“He’s this way,” she said.
I stared at the seam line that marked where my room ended and the rest of the base began.
But it wasn’t only a base. It was a whole world where Chax no longer lived. He was dead on that side of the door. In this room, he was still alive—to me anyway. To keep him alive, I had to stay in this room. If I stepped outside and saw his body, if I accepted he was gone, it would infect this room and remove him from all existence.
I stepped back.
The automatic door slid shut. Stari was there a moment later, appearing in the doorway.
I fell back on the cot and sat with my head in my hands. A deep chasm opened in my chest, a hole so big and deep I knew I could never fill it.
Stari let the door slide shut behind her. She stood there for a while and didn’t say a word.
“I’ll… come back later,” she said.
She turned to leave.
“Am I free to leave?” I said.
“The door’s not locked,” Stari said. “You’re free to go anywhere. But I hope you won’t leave yet. We need your help. If you go up to the surface, it’s only a matter of time before they find you. Then there will be nothing we can do for you.”
Tears overtook me and wracked my entire body. Stari let me grieve. I wept for my loss. Chax was gone.
And he was never coming back.
Time slipped through my fingers as I fell in and out of sleep. When I slept, I dreamed of him. When I awoke, I thought of him and wept. I cried so hard, I grew exhausted. One wracking breath would barely leave me before another came nipping at its heels. Then I would fall asleep and begin the cycle again.
Sometimes my dreams were delicious reenactments of the intimate moments we spent together. But most of the time, they were filled with pain and anguish.
His final words featured heavily.
“I will love you until the end of time.”
But his time had been cut short and now I had to face the reality of enduring life without him. I would never forget him. I would always remember him. I doubted I would stop mourning him for years to come.
Then, after countless hours of living my grief-stricken life, I awoke and the tears didn’t come quite so hard. They still came, but it wasn’t like Niagara Falls every minute of every day.
I could move. Although my eyes hurt and my body was weak, I felt a little more like my old self.
True love was a rare thing. I should know. I’d spent my life looking for it. I’d had relationships that lasted for years and the love never burned with this intensity. I suppose when you were forced into a warlike situation of survival, you developed bonds quickly—bonds that usually took a lifetime suddenly happened in hours.
What was I going to do? Wallow in self-pity here forever or get on with finding a way back home?
Alone.
My lips curled and my eyes seeped with the threat of more tears. I didn’t know where the water was coming from.

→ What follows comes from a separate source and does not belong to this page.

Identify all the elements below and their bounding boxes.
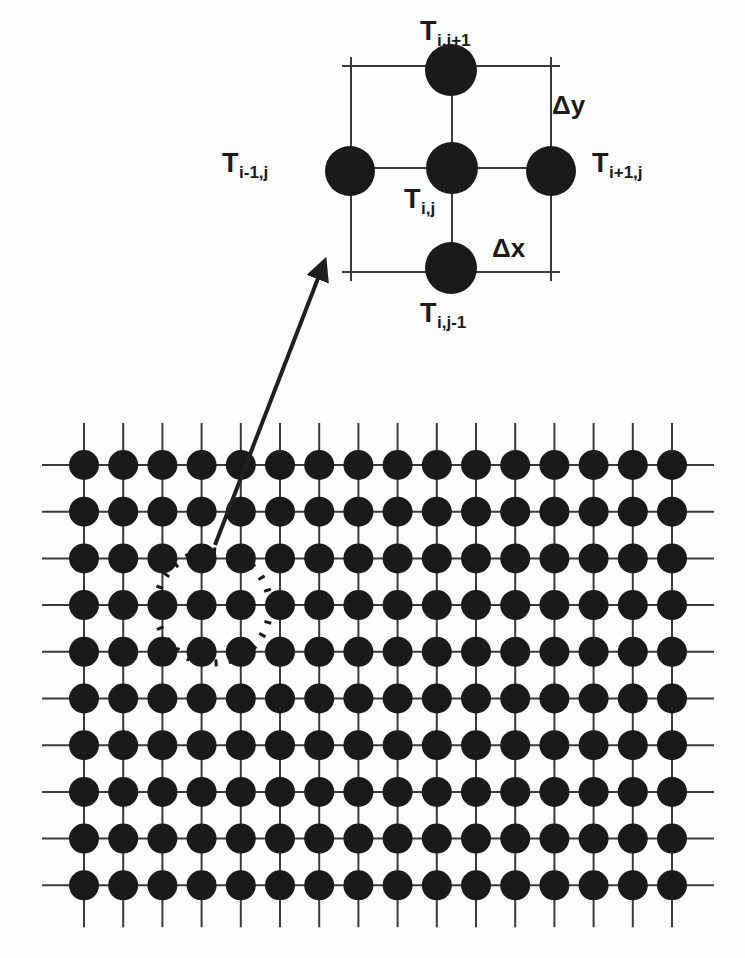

I could pretend to be strong. I could pretend like I was ready to move on. But I knew in my heart I wasn’t. I doubted I would ever be ready.
But I also couldn’t stay in this room forever. I needed to figure out a way to return home. I put the question to Stari when she came with my latest offering of jellied food.

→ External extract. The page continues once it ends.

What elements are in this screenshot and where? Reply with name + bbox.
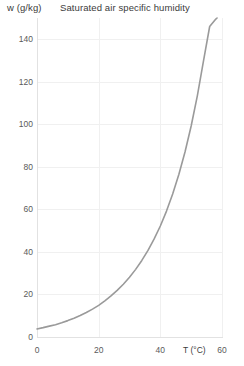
data-curve-layer <box>0 0 244 366</box>
saturation-curve <box>37 18 217 329</box>
chart-figure: w (g/kg) Saturated air specific humidity… <box>0 0 244 366</box>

“Not easily,” she said. “Earth is a long way from here. A small shuttlecraft wouldn’t get you there. Well, it would, eventually. But you might have died of old age by the time you arrived. A large ship could take you if you had enough credits.”
“What are credits?”
“They’re the galaxy’s currency. To allow trading to take place smoothly between so many different races, we needed a universal currency system. That’s the credit.”
I felt a tingle up my back. There was something she said earlier that sounded strange.

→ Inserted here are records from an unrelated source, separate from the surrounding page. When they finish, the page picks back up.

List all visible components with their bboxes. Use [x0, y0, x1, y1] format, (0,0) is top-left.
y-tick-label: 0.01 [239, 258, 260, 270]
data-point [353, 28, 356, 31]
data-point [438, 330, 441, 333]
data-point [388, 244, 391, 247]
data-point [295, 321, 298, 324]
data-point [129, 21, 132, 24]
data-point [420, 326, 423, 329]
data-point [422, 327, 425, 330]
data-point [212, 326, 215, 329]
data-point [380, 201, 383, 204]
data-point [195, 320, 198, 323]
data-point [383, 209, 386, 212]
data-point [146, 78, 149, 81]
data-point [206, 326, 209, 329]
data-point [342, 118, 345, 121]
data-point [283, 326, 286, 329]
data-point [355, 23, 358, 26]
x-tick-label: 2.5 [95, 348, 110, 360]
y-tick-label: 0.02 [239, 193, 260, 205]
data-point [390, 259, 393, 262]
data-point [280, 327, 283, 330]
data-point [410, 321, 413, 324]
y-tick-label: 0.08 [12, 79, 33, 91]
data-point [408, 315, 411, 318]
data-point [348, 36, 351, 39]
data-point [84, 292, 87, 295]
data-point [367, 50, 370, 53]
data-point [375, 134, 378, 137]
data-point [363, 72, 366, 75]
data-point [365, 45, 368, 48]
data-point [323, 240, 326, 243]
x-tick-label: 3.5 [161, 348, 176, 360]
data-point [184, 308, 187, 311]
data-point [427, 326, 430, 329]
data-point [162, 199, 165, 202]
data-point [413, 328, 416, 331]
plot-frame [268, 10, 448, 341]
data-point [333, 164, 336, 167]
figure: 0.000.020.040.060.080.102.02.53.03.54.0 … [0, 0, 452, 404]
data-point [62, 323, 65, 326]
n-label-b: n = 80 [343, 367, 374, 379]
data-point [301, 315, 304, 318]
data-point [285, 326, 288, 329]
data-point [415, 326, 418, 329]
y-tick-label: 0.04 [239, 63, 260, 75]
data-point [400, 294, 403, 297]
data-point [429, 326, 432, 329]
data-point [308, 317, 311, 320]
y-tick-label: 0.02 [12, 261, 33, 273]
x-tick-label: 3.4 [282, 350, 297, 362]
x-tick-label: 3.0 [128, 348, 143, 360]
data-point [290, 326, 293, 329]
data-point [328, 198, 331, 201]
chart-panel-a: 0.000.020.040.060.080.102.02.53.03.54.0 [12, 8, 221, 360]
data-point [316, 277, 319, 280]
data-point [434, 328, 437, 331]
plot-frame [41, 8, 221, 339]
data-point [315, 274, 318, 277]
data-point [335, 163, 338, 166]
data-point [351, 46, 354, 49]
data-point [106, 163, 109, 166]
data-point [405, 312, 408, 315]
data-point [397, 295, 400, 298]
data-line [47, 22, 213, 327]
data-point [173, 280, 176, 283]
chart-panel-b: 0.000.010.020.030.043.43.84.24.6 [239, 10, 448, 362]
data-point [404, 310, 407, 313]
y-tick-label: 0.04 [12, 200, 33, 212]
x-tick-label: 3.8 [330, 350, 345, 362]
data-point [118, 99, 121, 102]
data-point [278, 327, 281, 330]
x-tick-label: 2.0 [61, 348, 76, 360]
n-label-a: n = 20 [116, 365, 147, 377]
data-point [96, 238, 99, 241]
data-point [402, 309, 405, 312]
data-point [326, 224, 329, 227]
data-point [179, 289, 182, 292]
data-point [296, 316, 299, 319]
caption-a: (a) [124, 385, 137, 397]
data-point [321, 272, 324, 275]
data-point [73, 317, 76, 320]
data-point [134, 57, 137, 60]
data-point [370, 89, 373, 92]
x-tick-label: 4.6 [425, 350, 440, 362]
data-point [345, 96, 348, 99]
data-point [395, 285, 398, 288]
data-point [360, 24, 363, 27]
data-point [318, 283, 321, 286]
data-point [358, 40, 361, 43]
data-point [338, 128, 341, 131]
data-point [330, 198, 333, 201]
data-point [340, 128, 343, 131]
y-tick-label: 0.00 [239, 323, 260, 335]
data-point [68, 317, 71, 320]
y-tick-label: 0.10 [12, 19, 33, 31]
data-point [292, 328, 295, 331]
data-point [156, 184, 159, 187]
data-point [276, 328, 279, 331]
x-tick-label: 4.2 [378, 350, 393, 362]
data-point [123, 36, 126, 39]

“You knew I came from Earth,” I said. “How could you know that?”
“Because you’re famous,” Stari said.
She took a device from her pocket. It was a cube that sat easily in the palm of her hand. A holographic image beamed up from it and presented a replay of the scene from when I was trapped in the strange Changeling room when I first arrived.
“We know everything the program Controllers want us to know about you,” Stari said. “Local cuisine on Earth. Famous sights and a basic history of your planet. Tourism will probably pick up there because of the coverage.”
Strange to think I was famous now. On a planet I’d never heard of before.
The holo showed me meeting Chax for the first time. Then the scene shifted to us making love. I felt a little embarrassed with Stari standing there watching but she took no notice. Then our adventure continued with us receiving our mission to find the shuttlecraft. Our conflict with Iron Hoof and our time in the barn, turning the tables on the Changeling siblings. Finally, we made it to the shuttlecraft.
The fire consumed us both. Chax turned his back on the flames. He wrapped his arms around me to protect me as best he could from harm.
Stari sniffed and wiped a tear from her eye. Our final scene affected her more than all the others combined. Any concerns I’d had about her being a stooge of the Changelings evaporated upon seeing her genuine sadness.
No Changeling could fake those emotions. Maybe that was why they liked to watch shows like this. The emotions were strong and real. They could mimic them at home, even if it was only superficially.
“They’re replaying the events of the episode because they’re resetting for the next one,” Stari said. “At least, they’re supposed to be resetting. Our scanners indicate there’s unusual activity. They’re up to something else. Something they’ve never done before.”